Parker’s “Ko Ko” debuted at the momentous November 26, 1945 quintet session for Savoy Records that also gave us the often-performed blues lines “Billie’s Bounce” and “Now’s the Time.” “Ko Ko” is essentially the chords of Ray Noble’s “Cherokee” preceded by an unusual, partially improvised introduction that is repeated as a coda after Max Roach’s drum solo. But Parker’s two chorus alto saxophone solo on the challenging 64-bar “Cherokee” harmonic structure, taken at a very fast tempo, represents a milestone in the evolution of bebop and set a standard for aspiring musicians to attain. If you can’t negotiate “Cherokee,” you’d better go back to the woodshed!

On p. 316 of his Parker biography, Bird Lives! The High Life and Hard Times of Charlie (Yardbird) Parker, (Charterhouse, 1973), Ross Russell presents an interaction, most likely apocryphal, that took place between Parker and Ellington around 1953 in which Duke offers Bird a job with his band at a salary of $350/week. The saxophonist rejects this proposal insisting on a weekly salary of $800 that Ellington refuses to meet. Russell’s book is a fascinating read, but over the years, many inaccuracies have been noted and this account probably should be taken with a grain of salt.
Yet the idea of Parker playing in Ellington’s orchestra is intriguing. Johnny Hodges left Ellington from 1951-1955 and was replaced by Willie Smith then Hilton Jefferson and finally Rick Henderson. Could Parker have taken Hodges’ chair, joining Russell Procope, Gonsalves, Jimmy Hamilton and Harry Carney to form a saxophone section of exceptional stylistic diversity? It’s entertaining to speculate, but for all of Bird’s creative genius and technical prowess, he was plagued by a brutally unhealthy lifestyle and heroin addiction. It seems highly doubtful that he would have been able to meet Duke’s standards. And at this point he had already achieved iconic status seemingly incompatible with the role of sideman in a big band, even that of Ellington.

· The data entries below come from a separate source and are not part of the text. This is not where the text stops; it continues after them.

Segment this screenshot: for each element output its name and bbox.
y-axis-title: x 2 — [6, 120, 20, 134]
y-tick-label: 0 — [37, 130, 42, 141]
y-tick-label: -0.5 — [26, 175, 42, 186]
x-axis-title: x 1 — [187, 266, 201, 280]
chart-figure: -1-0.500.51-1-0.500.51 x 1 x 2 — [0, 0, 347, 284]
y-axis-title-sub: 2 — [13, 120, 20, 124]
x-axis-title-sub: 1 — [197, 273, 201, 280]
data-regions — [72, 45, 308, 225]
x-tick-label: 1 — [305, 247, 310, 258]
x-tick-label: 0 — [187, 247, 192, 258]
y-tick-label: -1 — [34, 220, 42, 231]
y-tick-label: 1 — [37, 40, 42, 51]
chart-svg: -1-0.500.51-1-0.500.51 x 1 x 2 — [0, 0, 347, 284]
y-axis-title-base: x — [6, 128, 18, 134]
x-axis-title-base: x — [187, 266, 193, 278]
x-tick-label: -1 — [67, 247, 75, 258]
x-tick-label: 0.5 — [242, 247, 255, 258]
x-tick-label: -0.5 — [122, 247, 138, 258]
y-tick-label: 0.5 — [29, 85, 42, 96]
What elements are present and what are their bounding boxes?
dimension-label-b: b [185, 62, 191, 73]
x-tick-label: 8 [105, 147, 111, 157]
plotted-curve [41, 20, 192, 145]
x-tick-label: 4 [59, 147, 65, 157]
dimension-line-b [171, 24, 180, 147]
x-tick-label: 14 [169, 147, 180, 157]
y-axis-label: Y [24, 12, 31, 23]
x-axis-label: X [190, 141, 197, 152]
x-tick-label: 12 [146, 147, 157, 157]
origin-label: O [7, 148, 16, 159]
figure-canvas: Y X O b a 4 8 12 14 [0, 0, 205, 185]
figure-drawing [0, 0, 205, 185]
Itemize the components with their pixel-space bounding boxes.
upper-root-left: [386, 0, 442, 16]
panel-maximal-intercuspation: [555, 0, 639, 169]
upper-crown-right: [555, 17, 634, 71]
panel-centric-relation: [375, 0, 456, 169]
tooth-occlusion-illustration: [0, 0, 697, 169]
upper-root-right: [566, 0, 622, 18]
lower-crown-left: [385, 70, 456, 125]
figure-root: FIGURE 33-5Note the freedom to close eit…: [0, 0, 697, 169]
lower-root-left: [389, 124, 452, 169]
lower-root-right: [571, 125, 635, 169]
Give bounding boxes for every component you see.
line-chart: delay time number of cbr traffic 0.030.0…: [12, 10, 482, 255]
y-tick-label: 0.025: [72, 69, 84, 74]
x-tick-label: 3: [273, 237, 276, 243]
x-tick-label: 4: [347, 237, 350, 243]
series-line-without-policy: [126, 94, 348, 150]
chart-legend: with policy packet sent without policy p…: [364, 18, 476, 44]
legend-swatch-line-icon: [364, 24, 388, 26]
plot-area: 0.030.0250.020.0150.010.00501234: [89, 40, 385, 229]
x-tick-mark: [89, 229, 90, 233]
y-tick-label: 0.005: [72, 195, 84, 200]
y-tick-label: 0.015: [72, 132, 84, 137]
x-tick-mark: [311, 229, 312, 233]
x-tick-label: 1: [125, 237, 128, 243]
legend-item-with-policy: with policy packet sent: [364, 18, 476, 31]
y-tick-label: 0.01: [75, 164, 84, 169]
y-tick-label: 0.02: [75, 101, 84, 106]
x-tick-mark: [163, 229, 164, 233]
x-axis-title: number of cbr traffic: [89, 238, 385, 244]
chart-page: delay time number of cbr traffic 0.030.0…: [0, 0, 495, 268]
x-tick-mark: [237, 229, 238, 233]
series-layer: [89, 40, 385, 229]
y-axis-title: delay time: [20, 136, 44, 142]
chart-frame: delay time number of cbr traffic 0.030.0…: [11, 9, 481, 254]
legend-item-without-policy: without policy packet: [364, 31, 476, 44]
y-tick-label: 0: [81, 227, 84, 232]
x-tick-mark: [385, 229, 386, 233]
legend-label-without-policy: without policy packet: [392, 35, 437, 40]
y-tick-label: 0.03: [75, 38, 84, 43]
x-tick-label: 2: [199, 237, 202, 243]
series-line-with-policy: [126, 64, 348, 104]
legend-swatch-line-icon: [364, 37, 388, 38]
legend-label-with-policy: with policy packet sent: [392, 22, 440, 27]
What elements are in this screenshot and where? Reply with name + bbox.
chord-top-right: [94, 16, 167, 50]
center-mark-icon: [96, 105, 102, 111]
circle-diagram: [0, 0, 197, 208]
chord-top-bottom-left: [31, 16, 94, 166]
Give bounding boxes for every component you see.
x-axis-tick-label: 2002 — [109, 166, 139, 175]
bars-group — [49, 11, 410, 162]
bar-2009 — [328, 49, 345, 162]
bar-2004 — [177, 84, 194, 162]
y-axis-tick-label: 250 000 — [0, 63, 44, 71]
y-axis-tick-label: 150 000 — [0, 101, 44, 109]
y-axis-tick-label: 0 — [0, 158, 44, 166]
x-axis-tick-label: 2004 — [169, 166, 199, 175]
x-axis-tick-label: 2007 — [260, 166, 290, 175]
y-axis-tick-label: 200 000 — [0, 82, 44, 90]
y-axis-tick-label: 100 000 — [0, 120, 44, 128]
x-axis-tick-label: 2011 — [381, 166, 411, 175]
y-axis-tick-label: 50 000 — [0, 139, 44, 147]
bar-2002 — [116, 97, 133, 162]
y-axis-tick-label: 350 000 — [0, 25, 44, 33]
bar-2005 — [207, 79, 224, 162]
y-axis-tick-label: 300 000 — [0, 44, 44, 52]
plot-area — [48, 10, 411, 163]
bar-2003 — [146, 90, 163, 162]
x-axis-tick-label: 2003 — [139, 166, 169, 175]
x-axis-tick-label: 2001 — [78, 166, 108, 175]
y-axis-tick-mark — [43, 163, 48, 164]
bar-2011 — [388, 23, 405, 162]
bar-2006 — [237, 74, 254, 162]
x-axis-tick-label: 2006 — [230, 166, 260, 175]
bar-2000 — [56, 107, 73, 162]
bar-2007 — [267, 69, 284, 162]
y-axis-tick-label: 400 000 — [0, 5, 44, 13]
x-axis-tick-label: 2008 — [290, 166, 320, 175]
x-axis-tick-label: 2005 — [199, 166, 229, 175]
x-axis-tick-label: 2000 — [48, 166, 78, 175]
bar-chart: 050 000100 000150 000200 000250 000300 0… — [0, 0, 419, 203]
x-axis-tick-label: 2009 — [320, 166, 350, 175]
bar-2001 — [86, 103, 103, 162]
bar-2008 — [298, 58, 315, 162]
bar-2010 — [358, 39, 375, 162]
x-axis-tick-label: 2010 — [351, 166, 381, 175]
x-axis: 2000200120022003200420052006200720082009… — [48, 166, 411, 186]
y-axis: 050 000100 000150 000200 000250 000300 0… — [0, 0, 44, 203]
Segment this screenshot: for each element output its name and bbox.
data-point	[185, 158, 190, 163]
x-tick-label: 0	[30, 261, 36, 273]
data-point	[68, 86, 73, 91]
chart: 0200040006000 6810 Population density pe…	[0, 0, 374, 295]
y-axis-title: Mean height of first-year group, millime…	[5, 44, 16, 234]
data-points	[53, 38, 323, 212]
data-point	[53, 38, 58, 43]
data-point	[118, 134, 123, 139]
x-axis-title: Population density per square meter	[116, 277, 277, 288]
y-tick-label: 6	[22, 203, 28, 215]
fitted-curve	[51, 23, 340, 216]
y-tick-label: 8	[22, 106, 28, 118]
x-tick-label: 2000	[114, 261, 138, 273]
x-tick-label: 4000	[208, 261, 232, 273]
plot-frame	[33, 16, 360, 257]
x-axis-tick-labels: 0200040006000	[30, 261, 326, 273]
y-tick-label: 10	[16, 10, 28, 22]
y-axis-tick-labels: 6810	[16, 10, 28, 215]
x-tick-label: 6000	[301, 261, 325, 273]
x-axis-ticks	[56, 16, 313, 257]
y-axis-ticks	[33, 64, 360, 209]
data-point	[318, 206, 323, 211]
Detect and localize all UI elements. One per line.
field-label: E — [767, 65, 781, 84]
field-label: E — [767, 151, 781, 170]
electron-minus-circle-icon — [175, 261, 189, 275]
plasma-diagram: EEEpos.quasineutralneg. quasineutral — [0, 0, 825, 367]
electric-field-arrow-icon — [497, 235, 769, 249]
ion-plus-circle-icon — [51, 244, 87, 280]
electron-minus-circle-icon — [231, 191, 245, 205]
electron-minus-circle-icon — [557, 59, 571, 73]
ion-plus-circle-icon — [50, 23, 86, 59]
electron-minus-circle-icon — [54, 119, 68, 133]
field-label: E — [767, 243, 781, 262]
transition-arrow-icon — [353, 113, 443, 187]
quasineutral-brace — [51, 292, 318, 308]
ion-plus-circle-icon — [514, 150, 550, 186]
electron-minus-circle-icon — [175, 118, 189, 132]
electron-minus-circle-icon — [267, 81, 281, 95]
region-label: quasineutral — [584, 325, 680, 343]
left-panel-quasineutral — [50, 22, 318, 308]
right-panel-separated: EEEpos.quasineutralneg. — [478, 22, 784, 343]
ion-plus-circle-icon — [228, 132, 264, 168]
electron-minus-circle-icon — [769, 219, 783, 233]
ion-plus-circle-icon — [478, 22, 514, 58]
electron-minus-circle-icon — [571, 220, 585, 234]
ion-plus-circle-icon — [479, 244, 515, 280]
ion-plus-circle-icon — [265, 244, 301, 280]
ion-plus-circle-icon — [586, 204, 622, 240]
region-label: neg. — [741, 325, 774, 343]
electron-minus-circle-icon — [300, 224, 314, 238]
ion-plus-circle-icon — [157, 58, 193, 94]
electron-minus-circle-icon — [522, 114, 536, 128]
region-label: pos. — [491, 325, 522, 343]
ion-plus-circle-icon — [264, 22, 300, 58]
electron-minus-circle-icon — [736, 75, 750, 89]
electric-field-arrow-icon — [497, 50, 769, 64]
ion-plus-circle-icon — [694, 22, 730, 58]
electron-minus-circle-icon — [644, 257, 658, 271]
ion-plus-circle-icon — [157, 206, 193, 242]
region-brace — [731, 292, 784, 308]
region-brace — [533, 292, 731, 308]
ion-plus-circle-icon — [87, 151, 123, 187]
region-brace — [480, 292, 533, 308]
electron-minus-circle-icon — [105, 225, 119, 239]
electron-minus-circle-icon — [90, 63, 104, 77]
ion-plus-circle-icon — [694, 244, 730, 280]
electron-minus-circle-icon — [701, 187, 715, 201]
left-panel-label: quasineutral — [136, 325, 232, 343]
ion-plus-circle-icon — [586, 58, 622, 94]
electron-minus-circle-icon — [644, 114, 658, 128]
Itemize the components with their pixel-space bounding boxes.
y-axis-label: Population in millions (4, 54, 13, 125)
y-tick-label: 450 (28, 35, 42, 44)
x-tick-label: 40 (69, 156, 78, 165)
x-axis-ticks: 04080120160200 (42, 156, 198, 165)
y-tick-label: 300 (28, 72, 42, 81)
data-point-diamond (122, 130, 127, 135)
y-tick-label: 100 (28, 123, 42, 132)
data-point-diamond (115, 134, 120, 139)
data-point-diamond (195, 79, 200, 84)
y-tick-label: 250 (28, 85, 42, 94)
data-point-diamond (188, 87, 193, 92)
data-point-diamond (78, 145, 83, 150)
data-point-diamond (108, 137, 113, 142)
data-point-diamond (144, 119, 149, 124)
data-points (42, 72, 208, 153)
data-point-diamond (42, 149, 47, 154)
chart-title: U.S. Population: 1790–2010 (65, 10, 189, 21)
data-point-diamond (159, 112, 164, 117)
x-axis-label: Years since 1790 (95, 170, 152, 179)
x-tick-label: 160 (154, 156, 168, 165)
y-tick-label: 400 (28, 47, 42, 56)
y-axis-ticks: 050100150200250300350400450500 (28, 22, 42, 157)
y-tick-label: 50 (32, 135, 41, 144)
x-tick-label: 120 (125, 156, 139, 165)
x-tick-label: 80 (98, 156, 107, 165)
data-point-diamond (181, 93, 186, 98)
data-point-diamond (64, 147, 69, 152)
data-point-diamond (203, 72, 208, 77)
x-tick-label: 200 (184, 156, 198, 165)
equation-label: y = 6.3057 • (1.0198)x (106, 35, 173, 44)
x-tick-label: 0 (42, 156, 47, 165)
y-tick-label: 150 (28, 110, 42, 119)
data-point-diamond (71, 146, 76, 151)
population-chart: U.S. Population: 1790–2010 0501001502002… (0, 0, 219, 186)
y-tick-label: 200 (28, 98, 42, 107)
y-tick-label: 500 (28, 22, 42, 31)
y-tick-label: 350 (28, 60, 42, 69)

Regarding Parker and Hodges, they made one recording together, a Norman Granz studio jam session in Hollywood, on June 17, 1952. The all-star lineup also included Benny Carter on alto saxophone, Ben Webster and Flip Phillips on tenor saxophone and Charlie Shavers on trumpet. What is so striking about this recording is the instantly recognizable sound and conception of the five saxophone giants who, along with Shavers and the rock solid rhythm section of Barney Kessel, Oscar Peterson, Ray Brown and J.C. Heard, perform a slow blues in C, a fast blues in B-flat, “What Is this Thing Called Love” and a ballad medley in which Hodges covers “I’ll Get By” and Parker, “Dearly Beloved.”


Charlie Parker packed an enormous amount of music into a life that, tragically, lasted only 34 years. Perhaps his most significant overlap with Duke Ellington is the dominant influence they both exerted on the evolution of jazz as an art form. Ellington spent half a century creating a huge body of widely performed songs and suites and leading an orchestra with a unique sound that reflected the individuality of its members. Parker helped create a genre of jazz that altered and broadened forever the improvisational palette. Without their innovations, the jazz world of today would be a far less interesting place.
Bird Lives! Duke Lives!
Noal Cohen
Many thanks to Carl Woideck (author of Charlie Parker: His Music and Life, University of Michigan Press, 2020), Vincent Pelote and Lynne Mueller.
Note (June 21, 2023): Charlie Parker and Duke Ellington both appeared at The Graystone Ballroom, 4237 Woodward Ave., Detroit, MI on March 15, 1954, but there is no evidence that they performed together. Many thanks to Mark Stryker for bringing this to my attention.